First, we are to love well. Have you thought of discipleship and spiritual formation in that way before? As learning to love well?
Often we speak of love as central to the Christian life, but don’t make the connection that we can love in better or less helpful ways. Perhaps that’s why Paul speaks the way he does in Philippians 1:9: “And it is my prayer that your love may abound more and more, with knowledge and all discernment, so that you may approve what is excellent [what’s best next!]” (see also the parallel prayer in Colossians 1:9-12).
Second, note that there is a tie between spiritual and emotional formation. For a long time as Christians, we tended to see these two issues as separate. But as Peter Scazzero points out in his book Emotionally Healthy Spirituality, you cannot be spiritually healthy unless you are emotionally healthy. For they overlap.
And so learning emotional intelligence, it turns out, is a key part of our Christian maturity and thus discipleship and spiritual formation.
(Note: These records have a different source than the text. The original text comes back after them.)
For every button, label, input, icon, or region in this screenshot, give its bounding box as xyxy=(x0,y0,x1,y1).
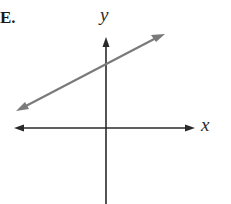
graphed-line xyxy=(16,34,165,111)
x-axis-right-arrow-icon xyxy=(185,125,195,132)
graph-canvas xyxy=(0,0,231,204)
line-right-arrow-icon xyxy=(151,34,165,42)
line-left-arrow-icon xyxy=(16,102,29,111)
y-axis-up-arrow-icon xyxy=(103,37,110,47)
graph-figure: E. y x xyxy=(0,0,231,204)
x-axis-left-arrow-icon xyxy=(14,125,24,132)
x-axis xyxy=(14,125,195,132)
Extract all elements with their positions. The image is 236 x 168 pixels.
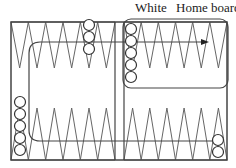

This is something we have not given much focus to, but need to.
So love God and love others — realizing that our call is not just to do it, but to do it well, and that affirming and learning how to connect emotionally is central to doing this.
by Matt Perman
My second book releases May 1st. I can’t wait! As you’ve seen in previous posts, it’s called How to Get Unstuck: Breaking Free from Barriers to Your Productivity.
Instead of waiting until release day to order it, it’s best to pre-order it now. If you do, you’ll get six bonuses chapters that didn’t fit in the book, as well as the first five chapters of my book after this one (yes, that’s already done as well—very glad!).
About the Book
It was my editor’s initial idea to do this book. I got stuck writing my first book, What’s Best Next. But, I figured things out and got it done. Shortly after it released, he said “why don’t you do a book for us on getting unstuck?” I said “that sounds like a great idea.”
In addition to having been stuck before myself (in many ways), this is something all of us have to deal with. Whether we are doing big things like launching a company or fighting global poverty, or so-called everyday things like seeking to excel in our jobs and balance our lives, all of us get stuck sometimes. There are barriers to our productivity, and the ride is often bumpier than we’d like.
My initial strategy to getting stuck was outright perseverance. I just stuck with it. But that’s not the most effective approach. It easily leads to unbalance.
So in this book I apply the principles of personal effectiveness to solve the problem of how we can get unstuck in how we get things done—overcoming the obstacles of busyness, lack of balance, lack of direction, messy workspaces, leadership sticking points, distraction, overloaded task lists, lack of preparation, wrong understandings of “the good life,” plans that don’t work, and much more.
How to Get Unstuck dovetails well with What’s Best Next. First, whereas WBN sought to give a complete productivity system, Unstuck focuses more specifically on overcoming obstacles. So it is a follow-up on a more specific productivity issue. Second, Unstuck brings in principles that are super important but didn’t fit in What’s Best Next or that I wish I could have expanded on in there. Both books stand on their own with unique information and complement one another.
I’m very excited about How to Get Unstuck and hope you enjoy it and that it helps you do God-centered work for the good of others, with less friction and frustration.
Claiming Your Bonuses
Once you order the book, such as at Amazon, go to the book’s website, scroll down, and enter your email and order or receipt number. Then you will be taken to a page where you can download the six bonus chapters and the first five chapters of my next book, Effective in Doing Good.
So, pre-order Unstuck, claim the bonuses, and spread the word!